The nascent life settlement industry is at that awkward stage. Not even
a decade old, it's breaking out in new ways of doing business. It's
coping with unpleasant realities like the credit crunch. It's trying to
transition from Mom-and-Pop enterprises operating in a Wild West
atmosphere to a legitimate, institutional business that wealth advisors
should work with on behalf of clients.
In a life settlement, the insured sells his or her policy to a buyer-cum-investor who takes over the premium payments and collects the death benefit. Perhaps the seller is replacing the contract with superior coverage, posits Jordan. Maybe its original purpose, such as estate planning, no longer exists. Regardless, in the past, an insured's only option, other than to let the policy lapse, was to surrender it for cash value.
But that's a mere five cents on the policy-face-value dollar, according to the Life Insurance Settlement Association, the industry's big-tent trade group. In contrast, policies fetch four to six times that in today's life settlement secondary market. So advisors who ignore the arena aren't doing their best for clients.
The real issue is knowing where to turn in this rapidly-evolving marketplace. The LISA Web site, www.lisassociation.org, lists among its members 38 providers, or companies that buy policies for investors and sometimes their own account, as well as 58 brokers that can connect you to them. Another useful roster of names resides at www.livesettlements.net (scroll to the bottom of the screen). But before you can wisely choose with whom to work, some perspective is necessary.
How We Got Here
The life settlement industry is the legatee of the viatical settlements business, which arose in the early '90s to buy policies from AIDS patients who wanted cash during their lifetime. It even inherited the trade association; LISA dropped "viatical" from its name circa 2004.
The young industry has been a little devil at times. Controversial behavior has drawn high-profile lawsuits such as the one TV personality Larry King brought last fall against an East Coast agent. "Many perceive the industry as sleazy," deadpans one well-known financial-services market researcher.
But good might yet triumph. Dubious conduct may have unwittingly sown the seeds of its own destruction. It wrought the need for greater professionalism and created opportunities to improve marketplace efficiency. That has attracted newcomers who are raising the bar for everyone in the game.
"You're seeing more market entrants who want to play 100% by the book," observes Nate Evans, president and CEO of one of the very largest providers, Maple Life Financial in Bethesda, Md. "Similar to other emerging asset classes, life-settlement transactions were initially opaque, at best. Now there is a push towards the transparency and solid business practices that you would expect from a mature marketplace," Evans says.
Much of this trend owes to the appetite Wall Street has acquired for life settlements over the past year or so. A trade group formed by and for large institutions in early 2007, the Institutional Life Markets Association (www.lifemarketsassociation.org), aims to develop industry best practices. Experts say that houses such as Goldman Sachs and Credit Suisse represent much of the money behind, and increased impetus for professionalism in, the business right now.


[TASK INSTRUCTIONS]
In the entries below, count the lines holding "label". Reply with the number only.

[SUPPLIED MATERIAL]

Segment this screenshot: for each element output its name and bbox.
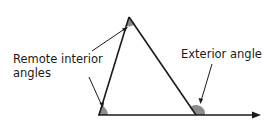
remote-interior-label-line1: Remote interior: [13, 52, 103, 66]
exterior-angle-label: Exterior angle: [181, 47, 262, 61]
remote-interior-label-line2: angles: [13, 66, 51, 80]
pointer-to-base-left: [89, 77, 102, 106]
right-side: [129, 17, 196, 115]
ray-arrowhead-icon: [252, 112, 261, 119]
diagram-canvas: Remote interior angles Exterior angle: [0, 0, 273, 131]
pointer-exterior-arrow-icon: [199, 98, 204, 104]
pointer-to-exterior: [201, 64, 212, 101]
pointer-apex-arrow-icon: [122, 27, 128, 32]
pointer-to-apex: [92, 28, 126, 51]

[OUTPUT OF THE EXERCISE]
3